Re: L2R/R2L syntax (was Re: Everything is an object.)
--- Austin Hastings [EMAIL PROTECTED] wrote: --- Simon Cozens [EMAIL PROTECTED] wrote: [EMAIL PROTECTED] (Dan Sugalski) writes: Ah, that's a different question. Having Unicode synonyms may well be considered reasonable thing Sounds like the good old days of trigraphs. It's very much like the good old days of trigraphs. But on the plus side, once all the losers get their fonts/xterms/editors up-to-speed on extended character sets, the trigraphs will die a forgotten death. Oh, glorious future ... =Austin How about people who can't? Lots of people don't own the computer they're using, so to upgrade stuff they'd have to ask the sysadmin. And you know what happens when you annoy the sysadmin... __ Do you Yahoo!? Yahoo! Mail Plus - Powerful. Affordable. Sign up now. http://mailplus.yahoo.com
RE: L2R/R2L syntax (was Re: Everything is an object.)

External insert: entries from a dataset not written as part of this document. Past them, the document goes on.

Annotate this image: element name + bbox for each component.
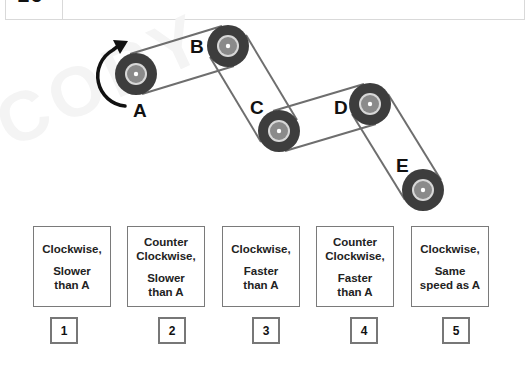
- option-direction: Counter Clockwise,: [131, 235, 201, 263]
- gear-label-a: A: [133, 100, 147, 122]
- pulley-d: [349, 83, 391, 125]
- option-direction: Clockwise,: [42, 242, 101, 256]
- option-card-3[interactable]: Clockwise, Faster than A: [222, 226, 300, 307]
- option-number-2[interactable]: 2: [158, 317, 186, 344]
- pulley-b: [207, 25, 249, 67]
- option-speed: Faster than A: [330, 271, 380, 299]
- pulley-a: [115, 53, 157, 95]
- option-speed: Faster than A: [236, 264, 286, 292]
- option-direction: Clockwise,: [231, 242, 290, 256]
- option-card-5[interactable]: Clockwise, Same speed as A: [411, 226, 489, 307]
- gear-label-e: E: [396, 155, 409, 177]
- option-number-4[interactable]: 4: [350, 317, 378, 344]
- option-speed: Slower than A: [141, 271, 191, 299]
- gear-label-c: C: [250, 97, 264, 119]
- option-speed: Slower than A: [47, 264, 97, 292]
- option-direction: Clockwise,: [420, 242, 479, 256]
- option-card-4[interactable]: Counter Clockwise, Faster than A: [316, 226, 394, 307]
- gear-label-d: D: [334, 97, 348, 119]
- option-number-3[interactable]: 3: [252, 317, 280, 344]
- option-number-5[interactable]: 5: [442, 317, 470, 344]
- option-number-1[interactable]: 1: [50, 317, 78, 344]
- pulley-c: [258, 110, 300, 152]
- option-card-1[interactable]: Clockwise, Slower than A: [33, 226, 111, 307]
- option-direction: Counter Clockwise,: [320, 235, 390, 263]
- option-card-2[interactable]: Counter Clockwise, Slower than A: [127, 226, 205, 307]
- gear-label-b: B: [190, 36, 204, 58]
- option-speed: Same speed as A: [417, 264, 483, 292]
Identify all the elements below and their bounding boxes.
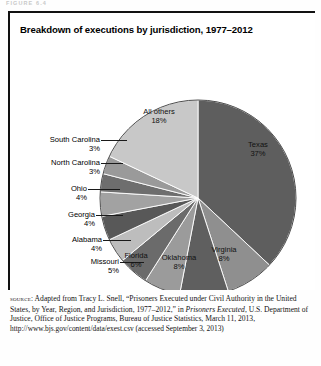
slice-label-georgia: Georgia 4% [12,210,95,229]
slice-label-all-others-name: All others [143,107,175,116]
slice-label-south-carolina-name: South Carolina [50,135,100,144]
slice-label-ohio-name: Ohio [71,184,87,193]
slice-label-ohio-pct: 4% [12,193,87,202]
slice-label-all-others: All others 18% [121,107,197,126]
slice-label-georgia-name: Georgia [68,210,95,219]
source-prefix: source: [10,295,33,303]
slice-label-all-others-pct: 18% [121,116,197,125]
slice-label-north-carolina: North Carolina 3% [12,158,100,177]
leader-line-north-carolina [101,163,123,164]
slice-label-florida-pct: 6% [108,260,164,269]
slice-label-texas-pct: 37% [228,149,288,158]
leader-line-ohio [88,189,120,190]
figure-page: FIGURE 6.4 Breakdown of executions by ju… [0,0,321,366]
slice-label-oklahoma-name: Oklahoma [162,253,197,262]
slice-label-ohio: Ohio 4% [12,184,87,203]
slice-label-alabama-pct: 4% [12,244,102,253]
slice-label-missouri: Missouri 5% [34,257,119,276]
slice-label-texas: Texas 37% [228,140,288,159]
slice-label-virginia-name: Virginia [211,245,236,254]
slice-label-florida: Florida 6% [108,251,164,270]
leader-line-georgia [96,215,123,216]
slice-label-alabama-name: Alabama [72,235,102,244]
slice-label-north-carolina-pct: 3% [12,167,100,176]
source-note: source: Adapted from Tracy L. Snell, “Pr… [10,294,313,334]
figure-number-caption: FIGURE 6.4 [6,0,47,6]
source-italic-title: Prisoners Executed [186,305,245,314]
leader-line-south-carolina [101,140,127,141]
slice-label-south-carolina: South Carolina 3% [12,135,100,154]
source-url: http://www.bjs.gov/content/data/exest.cs… [10,324,224,333]
slice-label-south-carolina-pct: 3% [12,144,100,153]
slice-label-missouri-pct: 5% [34,266,119,275]
slice-label-alabama: Alabama 4% [12,235,102,254]
slice-label-texas-name: Texas [248,140,268,149]
slice-label-florida-name: Florida [124,251,147,260]
leader-line-alabama [103,240,131,241]
figure-frame: Breakdown of executions by jurisdiction,… [8,11,315,290]
slice-label-north-carolina-name: North Carolina [51,158,100,167]
slice-label-georgia-pct: 4% [12,219,95,228]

Mr. Nobody: # --- Austin Hastings [EMAIL PROTECTED] wrote: # It's very much like the good old days of trigraphs. But on the plus # side, once all the losers get their fonts/xterms/editors # up-to-speed # on extended character sets, the trigraphs will die a # forgotten death. # # How about people who can't? Lots of people don't own the # computer they're using, so to upgrade stuff they'd have to # ask the sysadmin. And you know what happens when you annoy # the sysadmin... I suspect that was sarcasm. --Brent Dax [EMAIL PROTECTED] @roles=map {Parrot $_} qw(embedding regexen Configure) If you want to propagate an outrageously evil idea, your conclusion must be brazenly clear, but your proof unintelligible. --Ayn Rand, explaining how today's philosophies came to be
RE: L2R/R2L syntax (was Re: Everything is an object.)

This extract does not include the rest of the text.